Outlook:

Housing starts and permits are hardly ever the catalyst for a currency rally, but everyone was so hungry for a change in perspective that traders and analysts over-reacted to the data yesterday. The WSJ reports economists are already boosting their Q2 forecasts based on this one number. Barclays raised the GDP forecast from 2.6% to 2.7%, Goldman, from 2.5% to 2.7% and Macroeconomic Advisers from 1.9% to 2%.

The real question is how much weight the Fed will place on housing starts, and we won’t get that from the April FOMC minutes due out later today. As we note above about the BoE minutes and sterling, context counts. If yesterday’s data had been gloomy, the interpretation of today’s minutes would proba-bly skew that way, too. Now everyone will be seeking some hint recovery and therefore hawkishness. It won’t be there, but that doesn’t mean people won’t detect it.

What we want to know is how the Fed views Q2. We heard from the San Francisco Fed, among others, that Q1’s lousy outcomes were aberrant and will be corrected in coming quarters. Is that the view of the majority of the members? Alas, we probably won’t get anything from the minutes that points to either June or September. At a guess, there is still an undertone of anxiety about the new normal and secular stagnation, even if Fed economists probably think those ideas are unfounded hogwash. The end-result is reluctance to act too soon and have to reverse course later on. No matter how the Fed members see the overall economy, that anxiety probably stays their hand, at least in June. And to bring up an old factor, wages are still stagnant and income inequality remains a Very Big Obstacle to robust growth, at least on the household side.

And big companies are sitting some $2 trillion in cash, evidently without a compelling motivation to spend it on new production or even research and development. Some skeptics in the equity space com-plain that the only real growth in the indices will come from buybacks and maybe M&A, not organic growth. We don’t know whether this is a sensible argument, but we do know this is not your grandpa’s recovery.

And that leads us to Japan, oddly enough. The Japanese economy always shows a good outcome in the first calendar quarter, so we are not impressed by that this time. Some years it’s stupendous numbers, like 5-7%. To attribute recovery to Japan because of the Q1 GDP is not a smart idea. To be fair, the job market is tightening. The FT reports “A near-record 96.7 per cent of Japan’s new university graduates have found jobs this year in a sign of the country’s tightening labour market. New figures released by the education ministry show a recovery in graduate hiring from the 2010 low of 91 per cent, during the deep recession that followed the collapse of Lehman Brothers.”

Well, good for Japan but let’s not count our chickens yet. This is one of the reasons we have been ne-glecting the yen of late. Good data, bad data—nothing seems to move the yen. Sometimes we get a slightly out-of-whack comment from an official and that has an effect, but if anyone knows what drives the yen (except carry trades), they are not telling. Even the chart is confusing. We can draw trendlines and channel whichever way we want and they look equally valid. That means no trendedness, so don’t bother. This time we got good GDP and a big rise in the Nikkei while the yen fell to 121 for the first time in several months. As we say in economics, bah. The range this year is 115.57 to 122.02, which would seem to offer some opportunities, but see the mini-chart. The yen is tangled up in a skein of con-flicting sentiments and going nowhere.

We do not expect the euro/dollar to get itself into the same kind of tangle, but at the same time, we would be wise to expect a period of consolidation starting sometime soon. Change the scale to hourly and the chart will look like the dollar/yen. The technicals are going to rule unless and until we get anoth-er Shock like the Coeure statement. It could be Greece, but don’t count on it. We expect the euro to slip and slide some more, but nerves are going to fray near key levels, including today’s 1.1060. Watch for choppiness.

Strategic Currency Briefing

This morning FX briefing is an information service, not a trading system. All trade recommendations are included in the afternoon report.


TASK =>
Search the material for "purpose" and copy each line in which it is found.

SOURCE MATERIAL =>
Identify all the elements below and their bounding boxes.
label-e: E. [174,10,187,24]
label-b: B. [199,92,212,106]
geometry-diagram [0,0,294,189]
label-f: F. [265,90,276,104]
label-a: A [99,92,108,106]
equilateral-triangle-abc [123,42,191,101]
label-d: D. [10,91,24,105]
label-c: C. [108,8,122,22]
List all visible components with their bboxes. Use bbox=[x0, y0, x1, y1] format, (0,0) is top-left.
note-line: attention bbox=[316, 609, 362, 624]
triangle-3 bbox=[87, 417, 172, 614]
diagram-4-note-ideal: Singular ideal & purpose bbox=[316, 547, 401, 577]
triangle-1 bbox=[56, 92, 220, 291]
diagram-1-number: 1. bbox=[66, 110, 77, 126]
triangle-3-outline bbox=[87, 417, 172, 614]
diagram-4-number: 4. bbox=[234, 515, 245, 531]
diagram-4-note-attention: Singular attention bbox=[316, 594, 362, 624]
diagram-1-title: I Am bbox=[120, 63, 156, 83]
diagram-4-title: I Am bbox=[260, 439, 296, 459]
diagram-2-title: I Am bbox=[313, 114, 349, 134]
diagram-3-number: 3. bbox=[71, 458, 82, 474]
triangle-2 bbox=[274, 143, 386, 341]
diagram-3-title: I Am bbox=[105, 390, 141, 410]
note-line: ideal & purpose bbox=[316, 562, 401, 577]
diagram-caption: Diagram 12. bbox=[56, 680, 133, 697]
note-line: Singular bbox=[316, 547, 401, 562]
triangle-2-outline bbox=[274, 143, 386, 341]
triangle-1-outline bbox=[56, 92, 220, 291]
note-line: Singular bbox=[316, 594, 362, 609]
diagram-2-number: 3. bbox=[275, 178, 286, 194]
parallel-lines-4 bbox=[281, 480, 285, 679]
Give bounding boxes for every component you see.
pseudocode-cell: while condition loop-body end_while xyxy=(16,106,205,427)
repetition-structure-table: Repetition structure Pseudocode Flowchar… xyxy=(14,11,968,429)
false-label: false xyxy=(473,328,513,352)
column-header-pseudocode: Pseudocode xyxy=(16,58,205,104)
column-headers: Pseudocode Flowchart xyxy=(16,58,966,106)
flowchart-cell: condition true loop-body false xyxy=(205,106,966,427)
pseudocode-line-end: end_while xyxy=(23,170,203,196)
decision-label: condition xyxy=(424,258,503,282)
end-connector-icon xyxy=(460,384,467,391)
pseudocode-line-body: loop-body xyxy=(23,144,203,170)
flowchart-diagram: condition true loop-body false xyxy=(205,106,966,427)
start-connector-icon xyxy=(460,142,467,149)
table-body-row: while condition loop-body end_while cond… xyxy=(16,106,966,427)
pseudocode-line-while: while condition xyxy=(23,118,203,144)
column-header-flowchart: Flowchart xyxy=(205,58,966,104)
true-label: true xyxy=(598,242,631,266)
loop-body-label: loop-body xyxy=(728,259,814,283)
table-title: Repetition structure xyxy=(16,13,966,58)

...

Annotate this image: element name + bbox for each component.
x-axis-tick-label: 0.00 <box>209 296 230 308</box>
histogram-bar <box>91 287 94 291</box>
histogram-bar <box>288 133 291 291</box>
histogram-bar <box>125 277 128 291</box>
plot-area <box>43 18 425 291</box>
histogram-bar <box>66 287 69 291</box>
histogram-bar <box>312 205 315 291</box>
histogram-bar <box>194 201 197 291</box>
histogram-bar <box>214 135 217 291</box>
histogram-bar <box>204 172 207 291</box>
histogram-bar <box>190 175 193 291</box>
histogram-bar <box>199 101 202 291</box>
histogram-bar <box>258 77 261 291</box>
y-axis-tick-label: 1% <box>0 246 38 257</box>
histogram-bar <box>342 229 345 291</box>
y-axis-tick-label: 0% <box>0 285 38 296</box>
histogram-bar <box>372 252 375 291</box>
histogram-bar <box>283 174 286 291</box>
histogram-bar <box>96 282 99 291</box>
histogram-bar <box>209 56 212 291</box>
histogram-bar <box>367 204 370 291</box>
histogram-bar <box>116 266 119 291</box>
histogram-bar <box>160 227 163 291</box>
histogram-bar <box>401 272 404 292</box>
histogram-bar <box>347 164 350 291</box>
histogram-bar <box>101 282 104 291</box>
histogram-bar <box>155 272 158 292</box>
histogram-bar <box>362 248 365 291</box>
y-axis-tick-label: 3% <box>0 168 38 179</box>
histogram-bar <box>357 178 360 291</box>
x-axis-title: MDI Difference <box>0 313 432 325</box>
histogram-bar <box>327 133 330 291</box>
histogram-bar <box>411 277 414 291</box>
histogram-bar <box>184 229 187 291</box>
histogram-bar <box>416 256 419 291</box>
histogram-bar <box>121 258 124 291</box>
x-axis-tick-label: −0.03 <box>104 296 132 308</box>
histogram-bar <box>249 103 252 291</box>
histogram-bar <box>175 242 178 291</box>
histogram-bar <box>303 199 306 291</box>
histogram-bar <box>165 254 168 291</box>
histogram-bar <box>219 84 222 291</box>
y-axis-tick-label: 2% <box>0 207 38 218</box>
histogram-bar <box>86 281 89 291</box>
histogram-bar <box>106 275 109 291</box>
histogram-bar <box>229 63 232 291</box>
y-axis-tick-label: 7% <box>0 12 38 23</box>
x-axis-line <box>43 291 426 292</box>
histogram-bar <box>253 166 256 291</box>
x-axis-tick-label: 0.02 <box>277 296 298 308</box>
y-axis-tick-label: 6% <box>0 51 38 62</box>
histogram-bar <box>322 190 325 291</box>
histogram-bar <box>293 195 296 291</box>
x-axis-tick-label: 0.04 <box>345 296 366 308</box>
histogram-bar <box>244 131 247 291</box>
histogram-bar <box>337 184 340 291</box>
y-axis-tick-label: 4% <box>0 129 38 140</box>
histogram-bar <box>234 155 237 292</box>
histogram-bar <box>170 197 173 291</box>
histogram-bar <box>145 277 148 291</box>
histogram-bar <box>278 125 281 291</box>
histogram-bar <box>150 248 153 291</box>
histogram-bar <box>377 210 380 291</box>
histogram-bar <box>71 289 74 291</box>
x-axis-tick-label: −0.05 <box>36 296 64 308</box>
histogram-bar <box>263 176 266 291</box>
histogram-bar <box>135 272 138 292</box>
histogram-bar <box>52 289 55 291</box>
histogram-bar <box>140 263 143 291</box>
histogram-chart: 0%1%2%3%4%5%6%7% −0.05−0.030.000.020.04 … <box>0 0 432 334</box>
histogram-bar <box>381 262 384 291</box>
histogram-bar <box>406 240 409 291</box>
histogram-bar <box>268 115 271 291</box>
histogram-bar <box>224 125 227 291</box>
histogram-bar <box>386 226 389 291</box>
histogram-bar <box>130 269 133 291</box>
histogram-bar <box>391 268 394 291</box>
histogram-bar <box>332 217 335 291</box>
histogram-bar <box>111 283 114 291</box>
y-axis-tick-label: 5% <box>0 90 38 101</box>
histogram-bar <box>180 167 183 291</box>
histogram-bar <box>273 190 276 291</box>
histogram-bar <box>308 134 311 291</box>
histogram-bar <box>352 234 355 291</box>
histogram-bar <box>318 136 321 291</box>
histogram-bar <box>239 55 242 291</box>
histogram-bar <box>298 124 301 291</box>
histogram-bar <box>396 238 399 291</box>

--

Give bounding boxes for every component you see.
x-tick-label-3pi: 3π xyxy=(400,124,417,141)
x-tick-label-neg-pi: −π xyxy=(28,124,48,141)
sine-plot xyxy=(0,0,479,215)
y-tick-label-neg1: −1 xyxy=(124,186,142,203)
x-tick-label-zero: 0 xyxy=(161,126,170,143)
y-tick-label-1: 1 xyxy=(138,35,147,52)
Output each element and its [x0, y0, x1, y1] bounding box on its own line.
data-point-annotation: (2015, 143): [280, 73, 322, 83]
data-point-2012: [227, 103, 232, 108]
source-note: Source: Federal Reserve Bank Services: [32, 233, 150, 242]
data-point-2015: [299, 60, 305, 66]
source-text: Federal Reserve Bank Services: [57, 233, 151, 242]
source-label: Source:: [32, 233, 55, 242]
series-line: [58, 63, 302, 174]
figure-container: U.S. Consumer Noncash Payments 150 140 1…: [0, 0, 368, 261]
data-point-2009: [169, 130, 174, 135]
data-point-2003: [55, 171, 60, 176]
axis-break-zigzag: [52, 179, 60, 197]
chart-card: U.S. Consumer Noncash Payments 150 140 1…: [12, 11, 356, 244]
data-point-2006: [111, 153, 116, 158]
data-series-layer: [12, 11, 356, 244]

EXPECTED OUTPUT =>
diagram-4-note-ideal: Singular ideal & purpose bbox=[316, 547, 401, 577]
note-line: ideal & purpose bbox=[316, 562, 401, 577]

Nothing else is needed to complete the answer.